As one of the people nearly caught up in the Edgware Road blast (myself and the missus were one stop away when we had to get out of the train – boarding a train three minutes earlier and it would have been us) the date 7/7 has added significance in the family calendar.
The boy could have lost two out of his three parents, the girl could have been a widow, I could have been a widower. It doesn’t bear thinking about but we did start to catch separate trains into work for the next week or so.
It’s still something I ponder every day, though…
But something to also ponder every day is the fact that a bunch of young men can have their minds filled with so much hatred that they see acts like this as legitimate warfare.
The 50-odd lives that were lost was a barbaric death toll, but it’s no more barbaric than the Iraqi civilian death toll (anywhere between 20,000 and 200,000 depending on what you read) caused by our latest war in Iraq.
It’s also no more barbaric than the estimated 500,000 Iraqis who have died through malnutrition brought about by the food blockade against Iraq that the British government enforced since the first Gulf War.
And it’s also no more barbaric than the massive increase in cancer and birth abnormalities caused to Iraqi children brought about by the use of depleted uranium shells in Southern Iraq after the first Gulf War that have still not been cleaned up.
I don’t defend the action of suicide bombers in any way but they’re not the only terrorists in this equation. The British government are terror mongers too and all their actions are doing is ensuring events like 7/7 will be the norm rather than the exception.
And yet certain right-wing rags genuinely can’t see that breeding yet more mistrust and hatred is not helping to solve the problem.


> [Exercise description] Filter out every line below that lacks "bbox", and copy the rest.

[Opening Given data section]

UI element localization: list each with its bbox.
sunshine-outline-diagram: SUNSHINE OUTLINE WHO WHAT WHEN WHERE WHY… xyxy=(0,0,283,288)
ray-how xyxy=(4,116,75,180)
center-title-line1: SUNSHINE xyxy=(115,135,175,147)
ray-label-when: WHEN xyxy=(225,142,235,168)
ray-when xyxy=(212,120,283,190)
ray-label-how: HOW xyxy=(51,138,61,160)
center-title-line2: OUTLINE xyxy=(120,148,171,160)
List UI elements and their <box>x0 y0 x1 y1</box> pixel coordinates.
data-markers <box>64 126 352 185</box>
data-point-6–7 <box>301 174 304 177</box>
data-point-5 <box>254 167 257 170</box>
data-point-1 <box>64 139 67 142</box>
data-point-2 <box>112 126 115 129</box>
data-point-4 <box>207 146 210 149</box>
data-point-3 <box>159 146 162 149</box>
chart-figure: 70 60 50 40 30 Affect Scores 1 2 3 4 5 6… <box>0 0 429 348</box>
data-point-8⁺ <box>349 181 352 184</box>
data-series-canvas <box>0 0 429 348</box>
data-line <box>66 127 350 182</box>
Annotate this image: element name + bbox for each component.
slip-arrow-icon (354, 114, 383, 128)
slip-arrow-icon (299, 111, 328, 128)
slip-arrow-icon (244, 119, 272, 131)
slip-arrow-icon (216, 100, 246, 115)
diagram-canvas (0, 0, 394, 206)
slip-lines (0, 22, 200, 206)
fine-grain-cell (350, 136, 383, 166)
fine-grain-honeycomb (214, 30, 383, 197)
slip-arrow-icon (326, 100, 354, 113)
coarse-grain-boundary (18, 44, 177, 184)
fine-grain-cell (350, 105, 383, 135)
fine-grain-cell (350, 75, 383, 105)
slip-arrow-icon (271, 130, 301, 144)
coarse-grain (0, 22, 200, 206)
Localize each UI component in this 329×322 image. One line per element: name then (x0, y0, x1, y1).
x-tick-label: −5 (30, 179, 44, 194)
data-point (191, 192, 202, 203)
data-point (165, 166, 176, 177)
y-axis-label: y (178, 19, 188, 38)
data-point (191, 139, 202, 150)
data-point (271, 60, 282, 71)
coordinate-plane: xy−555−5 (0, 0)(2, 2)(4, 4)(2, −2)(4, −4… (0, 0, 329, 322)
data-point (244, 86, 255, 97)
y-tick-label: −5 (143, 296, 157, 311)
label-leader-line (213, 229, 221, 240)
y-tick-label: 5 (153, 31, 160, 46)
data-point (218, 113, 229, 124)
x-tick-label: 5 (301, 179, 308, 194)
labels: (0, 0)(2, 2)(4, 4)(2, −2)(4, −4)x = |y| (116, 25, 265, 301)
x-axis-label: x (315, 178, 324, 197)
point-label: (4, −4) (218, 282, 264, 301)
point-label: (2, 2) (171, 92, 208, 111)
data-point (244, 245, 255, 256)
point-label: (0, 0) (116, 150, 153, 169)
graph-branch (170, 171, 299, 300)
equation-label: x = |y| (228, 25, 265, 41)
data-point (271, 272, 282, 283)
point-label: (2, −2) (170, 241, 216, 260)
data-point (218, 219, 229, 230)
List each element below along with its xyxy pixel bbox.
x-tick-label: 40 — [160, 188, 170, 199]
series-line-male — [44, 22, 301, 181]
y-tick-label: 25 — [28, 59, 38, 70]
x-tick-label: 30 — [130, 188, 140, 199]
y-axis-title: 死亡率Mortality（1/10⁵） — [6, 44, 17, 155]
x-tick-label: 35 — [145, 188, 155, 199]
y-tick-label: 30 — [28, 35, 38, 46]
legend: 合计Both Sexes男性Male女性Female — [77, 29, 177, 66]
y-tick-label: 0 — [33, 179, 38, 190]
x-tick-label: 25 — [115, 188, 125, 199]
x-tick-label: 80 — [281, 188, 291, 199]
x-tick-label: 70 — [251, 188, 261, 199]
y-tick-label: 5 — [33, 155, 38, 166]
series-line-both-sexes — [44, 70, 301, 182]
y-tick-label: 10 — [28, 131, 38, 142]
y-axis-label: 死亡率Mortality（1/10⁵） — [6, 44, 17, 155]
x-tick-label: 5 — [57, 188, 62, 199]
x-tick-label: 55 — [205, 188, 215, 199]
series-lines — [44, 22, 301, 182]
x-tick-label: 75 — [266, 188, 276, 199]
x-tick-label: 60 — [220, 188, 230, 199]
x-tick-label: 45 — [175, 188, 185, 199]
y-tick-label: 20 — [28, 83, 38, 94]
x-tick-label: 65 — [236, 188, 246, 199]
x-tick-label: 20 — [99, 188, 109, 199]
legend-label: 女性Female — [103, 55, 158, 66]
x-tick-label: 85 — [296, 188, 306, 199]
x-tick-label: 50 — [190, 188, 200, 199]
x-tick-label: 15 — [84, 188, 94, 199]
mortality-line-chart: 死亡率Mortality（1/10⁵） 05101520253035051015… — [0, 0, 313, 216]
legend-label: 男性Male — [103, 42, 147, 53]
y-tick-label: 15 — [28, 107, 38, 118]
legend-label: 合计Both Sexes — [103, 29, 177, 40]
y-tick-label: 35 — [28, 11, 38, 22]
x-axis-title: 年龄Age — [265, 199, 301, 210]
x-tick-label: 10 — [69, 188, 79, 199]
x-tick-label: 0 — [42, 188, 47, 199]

[Closing Given data section]

> [Solution to this task]
UI element localization: list each with its bbox.
Annotate this image: element name + bbox for each component.
List each element below along with its xyxy pixel bbox.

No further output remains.